The album blends together digital and acoustic instrumentals with a supreme level of ingenuity, drawing influence from turn-of-the-decade psych-pop acts like Animal Collective and Dirty Projectors, but with the exquisite production and maximalist minimalism of the post-Blonde and 22, A Million era. It's texturally rich, densely layered, and restlessly dynamic music, but Mr. Thief and Summer Soul's fluttery, wind-sailing vocals maintain a serene hold over the colorfully mutating arrangements. For as lively as the album is, there's never an opportune moment to dance — but rather to sip quietly and let yourself fall deeper into their utopian wonderland.

The execution is masterful, but it certainly doesn't sound effortless. Mr. Thief, who produced the entire thing and played every instrument, says he worked on the album for a year and a half before he felt it was ready. "It took so long because I started the music-making process over in the middle," he wrote. "After a week of not working, then listening with fresh ears, I was horrified at what I had made so far. So I had to start over from the beginning. Also a singer quit, so there was some adjustment time for that too."

The other singer's departure is what catalyzed his relationship with Summer Soul, who has her own relatively successful indie career in Korea. Mr. Thief says she messaged him to commend him on his first record, and since he thought her voice was "so nice and sweet," he decided to reach out in his moment of desperation.
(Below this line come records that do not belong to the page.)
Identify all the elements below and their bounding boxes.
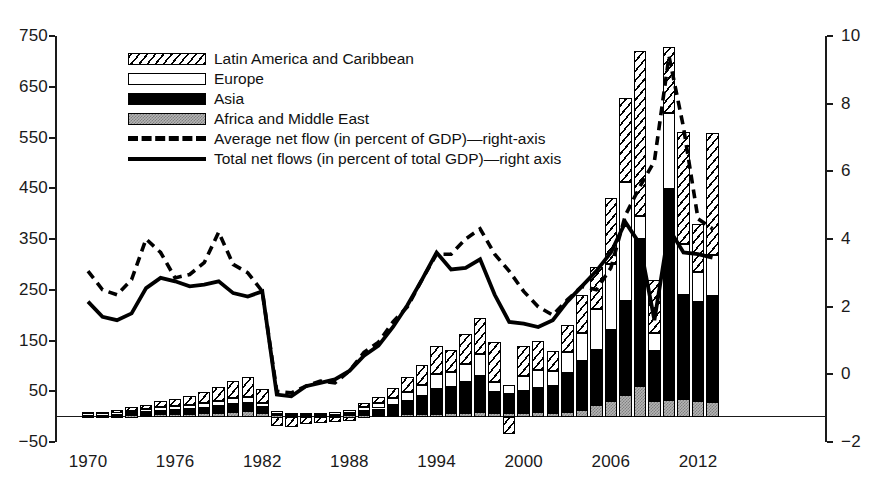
bar-segment-europe	[227, 398, 240, 404]
bar-segment-latin-america	[183, 396, 196, 405]
bar-segment-latin-america	[96, 412, 109, 415]
legend-label-europe: Europe	[214, 70, 264, 88]
legend-line-dashed-icon	[128, 136, 206, 141]
bar-segment-latin-america	[706, 133, 719, 255]
bar-segment-africa-middle-east	[561, 412, 574, 417]
bar-segment-asia	[430, 389, 443, 413]
bar-segment-africa-middle-east	[517, 413, 530, 417]
bar-segment-africa-middle-east	[677, 399, 690, 417]
bar-segment-latin-america	[445, 350, 458, 373]
left-axis-tick-label: 50	[0, 381, 48, 401]
bar-segment-europe	[169, 406, 182, 410]
bar-segment-asia	[561, 373, 574, 411]
right-axis-tick	[827, 35, 833, 37]
bar-segment-europe	[140, 409, 153, 412]
bar-segment-africa-middle-east	[169, 414, 182, 417]
bar-segment-africa-middle-east	[154, 414, 167, 417]
bar-segment-latin-america	[285, 417, 298, 427]
bar-segment-asia	[358, 411, 371, 415]
bar-segment-asia	[634, 239, 647, 386]
bar-segment-latin-america	[517, 346, 530, 376]
bar-group	[692, 36, 705, 442]
bar-segment-latin-america	[648, 280, 661, 333]
left-axis-tick	[49, 289, 55, 291]
bar-segment-latin-america	[619, 98, 632, 182]
bar-group	[561, 36, 574, 442]
bar-segment-latin-america	[634, 51, 647, 216]
bar-segment-europe	[430, 374, 443, 389]
bar-segment-latin-america	[169, 399, 182, 407]
bar-segment-latin-america	[329, 417, 342, 422]
bar-segment-asia	[692, 302, 705, 401]
bar-segment-asia	[343, 413, 356, 416]
left-axis-tick	[49, 238, 55, 240]
bar-segment-asia	[648, 351, 661, 402]
bar-segment-asia	[183, 409, 196, 414]
legend-swatch-asia-icon	[128, 93, 206, 105]
left-axis-tick-label: 550	[0, 128, 48, 148]
bar-segment-asia	[459, 382, 472, 412]
bar-segment-europe	[387, 398, 400, 405]
bar-segment-africa-middle-east	[372, 415, 385, 418]
bar-segment-europe	[663, 113, 676, 189]
legend-label-total-net-flows: Total net flows (in percent of total GDP…	[214, 150, 561, 168]
bar-segment-europe	[183, 405, 196, 409]
bar-segment-asia	[605, 330, 618, 401]
x-axis-tick-label: 1970	[54, 452, 122, 472]
bar-segment-europe	[648, 333, 661, 351]
bar-segment-europe	[605, 264, 618, 330]
bar-group	[96, 36, 109, 442]
bar-segment-asia	[663, 189, 676, 400]
bar-group	[605, 36, 618, 442]
bar-segment-asia	[547, 386, 560, 412]
bar-segment-latin-america	[430, 346, 443, 374]
bar-segment-asia	[212, 406, 225, 412]
bar-segment-africa-middle-east	[692, 401, 705, 416]
bar-segment-latin-america	[198, 392, 211, 403]
bar-segment-africa-middle-east	[358, 415, 371, 418]
right-axis-tick-label: 6	[841, 161, 883, 181]
bar-segment-latin-america	[663, 47, 676, 113]
bar-segment-africa-middle-east	[416, 414, 429, 417]
x-axis-tick-label: 1988	[315, 452, 383, 472]
right-axis-tick-label: 8	[841, 94, 883, 114]
right-axis-tick	[827, 373, 833, 375]
bar-segment-latin-america	[503, 417, 516, 435]
bar-segment-europe	[314, 413, 327, 416]
bar-segment-europe	[634, 216, 647, 239]
bar-segment-latin-america	[474, 318, 487, 355]
left-axis-tick	[49, 340, 55, 342]
bar-group	[648, 36, 661, 442]
bar-segment-asia	[445, 387, 458, 413]
legend-label-asia: Asia	[214, 90, 244, 108]
left-axis-tick-label: −50	[0, 432, 48, 452]
left-axis-tick-label: 750	[0, 26, 48, 46]
bar-segment-asia	[140, 412, 153, 415]
bar-segment-europe	[474, 354, 487, 375]
bar-segment-europe	[677, 244, 690, 295]
bar-segment-asia	[503, 394, 516, 413]
right-axis-tick-label: −2	[841, 432, 883, 452]
bar-segment-asia	[227, 404, 240, 411]
bar-segment-africa-middle-east	[619, 395, 632, 416]
bar-segment-europe	[459, 364, 472, 382]
bar-group	[82, 36, 95, 442]
bar-segment-africa-middle-east	[648, 401, 661, 416]
bar-segment-asia	[169, 410, 182, 414]
left-axis-tick	[49, 441, 55, 443]
chart-legend: Latin America and Caribbean Europe Asia …	[128, 50, 558, 170]
bar-segment-africa-middle-east	[125, 415, 138, 418]
bar-segment-europe	[198, 403, 211, 408]
bar-segment-latin-america	[590, 267, 603, 309]
legend-swatch-latam-icon	[128, 53, 206, 65]
bar-segment-europe	[445, 372, 458, 386]
bar-segment-africa-middle-east	[576, 410, 589, 417]
bar-segment-africa-middle-east	[474, 412, 487, 417]
bar-segment-europe	[401, 392, 414, 401]
bar-segment-europe	[271, 411, 284, 414]
bar-segment-asia	[242, 403, 255, 411]
bar-segment-latin-america	[372, 397, 385, 403]
bar-segment-africa-middle-east	[532, 412, 545, 417]
right-axis-tick-label: 0	[841, 364, 883, 384]
x-axis-tick-label: 2012	[664, 452, 732, 472]
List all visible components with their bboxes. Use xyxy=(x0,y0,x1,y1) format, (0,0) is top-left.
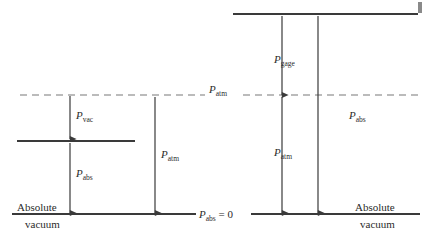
p-abs-left-label: Pabs xyxy=(75,167,93,182)
p-abs-right-label: Pabs xyxy=(348,109,366,124)
vacuum-right-label: vacuum xyxy=(360,218,395,230)
vacuum-left-label: vacuum xyxy=(25,218,60,230)
p-atm-line-label: Patm xyxy=(208,83,227,98)
p-abs-zero-label: Pabs = 0 xyxy=(198,208,233,223)
p-gage-label: Pgage xyxy=(273,53,296,68)
p-atm-left-label: Patm xyxy=(160,148,179,163)
pressure-diagram-svg: Pvac Pabs Patm Patm Pgage Patm Pabs Pabs… xyxy=(0,0,425,245)
absolute-right-label: Absolute xyxy=(355,201,395,213)
pressure-diagram-figure: Pvac Pabs Patm Patm Pgage Patm Pabs Pabs… xyxy=(0,0,425,245)
p-vac-label: Pvac xyxy=(75,109,94,124)
page-corner-mark xyxy=(418,2,422,13)
absolute-left-label: Absolute xyxy=(17,201,57,213)
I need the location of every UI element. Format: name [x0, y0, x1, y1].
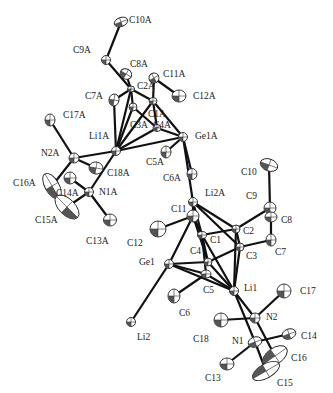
atom-C12 [150, 221, 166, 237]
atom-label: C15A [35, 215, 58, 225]
atom-C5 [201, 270, 211, 278]
atom-label: C4 [190, 246, 201, 256]
atom-N1A [85, 188, 94, 197]
atom-label: C3A [130, 120, 148, 130]
atom-C13A [104, 214, 117, 226]
atom-Li1 [230, 287, 239, 296]
atom-C3 [236, 243, 244, 251]
atom-label: C12A [193, 91, 216, 101]
atom-label: C18 [193, 334, 209, 344]
atom-label: C2A [137, 81, 155, 91]
atom-label: C7 [275, 247, 286, 257]
atom-Li1A [112, 147, 121, 156]
atom-label: C10 [241, 167, 257, 177]
bond-C10A-C9A [106, 22, 121, 60]
crystal-structure-figure: C10AC9AC8AC11AC12AC2AC7AC1AC3AC4AGe1AC17… [0, 0, 333, 393]
bond-Li1A-N2A [74, 151, 116, 158]
atom-C14A [64, 172, 76, 184]
atom-Li2A [189, 198, 198, 207]
atom-label: C9 [246, 191, 257, 201]
atom-label: C17 [300, 286, 316, 296]
atom-C2 [232, 225, 240, 233]
atom-label: C14 [301, 331, 317, 341]
atom-label: C11A [163, 69, 185, 79]
atom-label: C10A [129, 15, 152, 25]
atom-label: C8A [130, 59, 148, 69]
ortep-diagram: C10AC9AC8AC11AC12AC2AC7AC1AC3AC4AGe1AC17… [0, 0, 333, 393]
atom-Ge1A [179, 133, 188, 142]
atom-label: C16 [291, 353, 307, 363]
atom-C1 [198, 232, 207, 239]
atom-label: C8 [281, 215, 292, 225]
atom-label: N2 [266, 312, 278, 322]
atom-label: C12 [127, 238, 143, 248]
atom-label: C14A [56, 188, 79, 198]
atom-C10A [113, 15, 129, 28]
atom-label: C2 [243, 226, 254, 236]
bond-Ge1-Li2 [131, 264, 169, 322]
atom-C1A [149, 98, 157, 105]
atom-label: C18A [107, 168, 130, 178]
atom-label: C9A [73, 45, 91, 55]
atom-label: Li2A [205, 188, 225, 198]
atom-C17 [277, 284, 291, 298]
atom-label: C16A [13, 178, 36, 188]
atom-C7A [108, 93, 120, 107]
atom-C8 [265, 212, 277, 222]
atom-label: N2A [41, 148, 60, 158]
atom-Ge1 [165, 260, 174, 269]
atom-C11 [187, 210, 199, 222]
atom-label: C1A [148, 109, 166, 119]
atom-label: C13 [205, 373, 221, 383]
atom-label: Li2 [137, 332, 150, 342]
atom-label: C13A [86, 236, 109, 246]
atom-label: C7A [85, 91, 103, 101]
atom-label: C5 [203, 285, 214, 295]
atom-C18 [214, 313, 228, 327]
atom-label: C5A [146, 157, 164, 167]
atom-C3A [129, 103, 137, 111]
atom-C2A [128, 86, 135, 92]
atom-label: C6 [179, 308, 190, 318]
atom-C10 [258, 156, 279, 173]
atom-C7 [266, 234, 276, 246]
atom-label: N1 [232, 336, 244, 346]
atom-label: C1 [210, 235, 221, 245]
atom-label: C17A [63, 110, 86, 120]
atom-label: C4A [153, 120, 171, 130]
atom-label: C15 [277, 378, 293, 388]
atom-Li2 [127, 318, 136, 327]
atom-label: Ge1 [139, 257, 155, 267]
atom-label: Li1A [89, 131, 109, 141]
atom-C14 [281, 327, 298, 341]
atom-C13 [220, 358, 234, 370]
atom-N2 [250, 313, 260, 323]
atom-label: Li1 [244, 283, 257, 293]
atom-label: Ge1A [195, 131, 218, 141]
atom-label: C3 [246, 251, 257, 261]
atom-C9A [102, 56, 111, 65]
atom-C12A [172, 90, 186, 102]
bond-C4-Ge1 [169, 262, 208, 264]
atom-N2A [69, 153, 79, 163]
atom-label: C6A [163, 173, 181, 183]
atom-C17A [45, 114, 55, 126]
atom-C4 [204, 258, 212, 266]
atom-C6A [187, 169, 197, 180]
atom-label: C11 [171, 204, 187, 214]
bond-Li1A-C7A [114, 100, 116, 151]
atom-label: N1A [99, 187, 118, 197]
atom-C6 [168, 289, 180, 303]
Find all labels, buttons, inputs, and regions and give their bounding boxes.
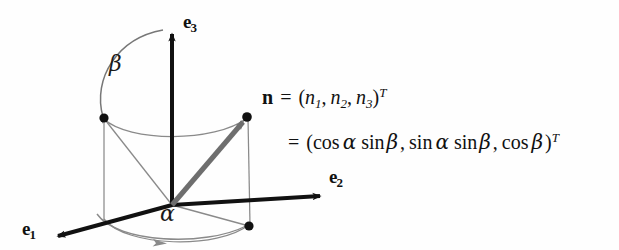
equation-separator-2a: , <box>400 131 405 153</box>
equation-lhs-vector-n: n <box>262 86 273 108</box>
angle-label-beta: β <box>109 53 122 75</box>
equation-line-2: =(cosαsinβ,sinαsinβ,cosβ)T <box>262 121 559 159</box>
equation-separator-1a: , <box>322 86 327 108</box>
equation-separator-2b: , <box>493 131 498 153</box>
point-ground-dot <box>244 221 253 230</box>
equation-term1-arg2: β <box>386 130 398 154</box>
axis-label-e1-subscript: 1 <box>29 227 36 242</box>
point-left-dot <box>99 113 108 122</box>
equation-line-1: n=(n1,n2,n3)T <box>262 76 559 121</box>
axis-label-e3: e3 <box>183 12 197 34</box>
n-vector-arrow <box>172 122 243 205</box>
equation-subscript-1: 1 <box>315 96 322 111</box>
angle-label-alpha: α <box>160 203 175 225</box>
axis-label-e2-subscript: 2 <box>336 175 343 190</box>
equation-term3-fn1: cos <box>502 131 529 153</box>
equation-term2-arg2: β <box>479 130 491 154</box>
axis-label-e2: e2 <box>329 167 343 189</box>
top-ellipse-arc <box>104 118 247 137</box>
equation-term1-fn1: cos <box>313 131 340 153</box>
equation-component-n3: n <box>356 86 366 108</box>
equation-component-n1: n <box>305 86 315 108</box>
origin-to-ground-dot-line <box>172 205 249 226</box>
alpha-arc-arrowhead <box>153 239 167 247</box>
equation-equals-2: = <box>288 131 299 153</box>
equation-term1-arg1: α <box>343 130 357 154</box>
equation-term1-fn2: sin <box>361 131 384 153</box>
bottom-ellipse-arc <box>104 219 250 242</box>
equation-term3-arg1: β <box>531 130 543 154</box>
right-vertical-guide <box>248 118 250 225</box>
point-n-tip-dot <box>242 112 252 122</box>
spherical-coordinates-figure: e3 e1 e2 β α n=(n1,n2,n3)T =(cosαsinβ,si… <box>0 0 619 250</box>
equation-transpose-2: T <box>552 130 559 145</box>
equation-transpose-1: T <box>379 85 386 100</box>
equation-equals-1: = <box>280 86 291 108</box>
equation-term2-fn1: sin <box>409 131 432 153</box>
equation-separator-1b: , <box>347 86 352 108</box>
equation-block: n=(n1,n2,n3)T =(cosαsinβ,sinαsinβ,cosβ)T <box>262 76 559 159</box>
e2-axis-arrow <box>172 196 320 205</box>
equation-component-n2: n <box>331 86 341 108</box>
axis-label-e1: e1 <box>22 219 36 241</box>
axis-label-e3-subscript: 3 <box>190 20 197 35</box>
equation-term2-fn2: sin <box>454 131 477 153</box>
equation-open-paren-2: ( <box>306 131 313 153</box>
equation-term2-arg1: α <box>435 130 449 154</box>
equation-close-paren-2: ) <box>545 131 552 153</box>
e1-axis-arrow <box>58 205 172 236</box>
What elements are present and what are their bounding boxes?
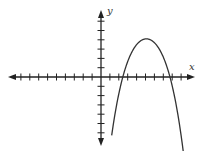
x-axis-right-arrow-icon: [187, 74, 195, 80]
y-axis-up-arrow-icon: [98, 10, 104, 18]
y-axis-label: y: [106, 5, 113, 16]
parabola-graph: x y: [0, 0, 203, 151]
y-axis-down-arrow-icon: [98, 138, 104, 146]
x-axis-left-arrow-icon: [8, 74, 16, 80]
y-axis: [98, 10, 105, 146]
x-axis-label: x: [189, 61, 195, 72]
parabola-curve: [112, 39, 185, 151]
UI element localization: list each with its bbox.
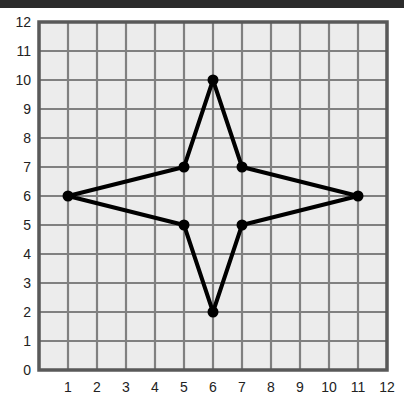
y-tick-label-6: 6 — [5, 189, 31, 203]
data-point-G — [208, 307, 219, 318]
y-tick-label-2: 2 — [5, 305, 31, 319]
plot-area — [39, 22, 387, 370]
data-point-F — [237, 220, 248, 231]
y-tick-label-0: 0 — [5, 363, 31, 377]
x-tick-label-4: 4 — [142, 380, 168, 394]
y-tick-label-1: 1 — [5, 334, 31, 348]
data-point-D — [237, 162, 248, 173]
y-tick-label-8: 8 — [5, 131, 31, 145]
y-tick-label-11: 11 — [5, 44, 31, 58]
data-point-A — [63, 191, 74, 202]
x-tick-label-12: 12 — [374, 380, 400, 394]
y-tick-label-10: 10 — [5, 73, 31, 87]
data-point-C — [208, 75, 219, 86]
data-point-H — [179, 220, 190, 231]
x-tick-label-8: 8 — [258, 380, 284, 394]
x-tick-label-11: 11 — [345, 380, 371, 394]
coordinate-grid-chart: 0123456789101112 123456789101112 — [0, 8, 404, 412]
x-tick-label-10: 10 — [316, 380, 342, 394]
y-tick-label-9: 9 — [5, 102, 31, 116]
x-tick-label-9: 9 — [287, 380, 313, 394]
x-tick-label-5: 5 — [171, 380, 197, 394]
x-tick-label-2: 2 — [84, 380, 110, 394]
x-tick-label-6: 6 — [200, 380, 226, 394]
y-tick-label-3: 3 — [5, 276, 31, 290]
x-tick-label-3: 3 — [113, 380, 139, 394]
data-point-B — [179, 162, 190, 173]
y-tick-label-7: 7 — [5, 160, 31, 174]
y-tick-label-5: 5 — [5, 218, 31, 232]
series-polygon — [39, 22, 387, 370]
y-tick-label-4: 4 — [5, 247, 31, 261]
data-point-E — [353, 191, 364, 202]
x-tick-label-1: 1 — [55, 380, 81, 394]
y-tick-label-12: 12 — [5, 15, 31, 29]
x-tick-label-7: 7 — [229, 380, 255, 394]
top-band — [0, 0, 404, 8]
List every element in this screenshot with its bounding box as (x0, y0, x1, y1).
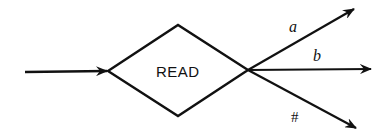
branch-label-b: b (313, 48, 321, 64)
input-arrow (25, 71, 107, 72)
branch-arrow-b (248, 69, 371, 70)
node-label-read: READ (156, 64, 200, 79)
branch-label-hash: # (291, 110, 299, 125)
branch-label-a: a (289, 19, 297, 35)
branch-arrow-a (248, 9, 354, 70)
branch-arrow-hash (248, 70, 356, 128)
diagram-canvas: READ a b # (0, 0, 389, 135)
She wasn't able to come work with him in person, but she sent her vocal takes over email and he placed them into the tracks, engineering the incredibly natural chemistry that's heard on the record. The mixing and overall production of the album is no less than high quality, especially for what's essentially a bedroom project. Nevertheless, Mr. Thief is convinced he's still a complete novice.

"The more I read and learned about recording and mixing, the more I realized I'm so clueless and also that so much is required to sound GOOD GOOD," he wrote, adding the capitalization for emphasis. "So I thought it would be nice to have no pressure to sound professionally good and make whatever, if I do homemade-type music. I always loved that kind of one person having fun and making whatever at home without any care standard."

In a recent (equally untalkative) interview with Uproxx, Mr. Thief said that one of the best shows he's ever been to was seeing Andy Shauf, another hermetic cult songwriter who makes dazzlingly crisp indie-pop at his own pace and on his own terms. It's also worth noting that the idyllically blueish horizon on the album artwork for Crumbling recalls two other album covers in particular. One is Duster's renowned slowcore classic Stratosphere, which uses a very similar tonal palette to convey its stormy vastness. The other is (Sandy) Alex G's beloved debut Race, which features a handful of unidentified people standing atop a dirt mound, drawing all attention away from the bright cerulean sky behind them. The far-off fisherman in front of the gigantic skyline on Crumbling's cover is sort of like a combination of the two.

Each of those aforementioned artists has a unique sense of mystique about them — whether it be their reluctance to speak to their creative intentions, or the magical attributes their art has developed over years of fan deification, or the ways in which their sounds have influenced their respective genres. Maybe tomorrow, Mr. Mid-Air Thief will remove his mask, leak his seventh-grade report card, and reveal that he's just a dude who happens to put sounds together in a way that resonates with thousands of people. Crucially, it may resonate in person soon, too: He hinted that a full-band live line-up is in the works. But that, like everything else he does, is not being rushed.

Until then, his air of mystery feels like a product of the supernatural world his music beckons you to enter.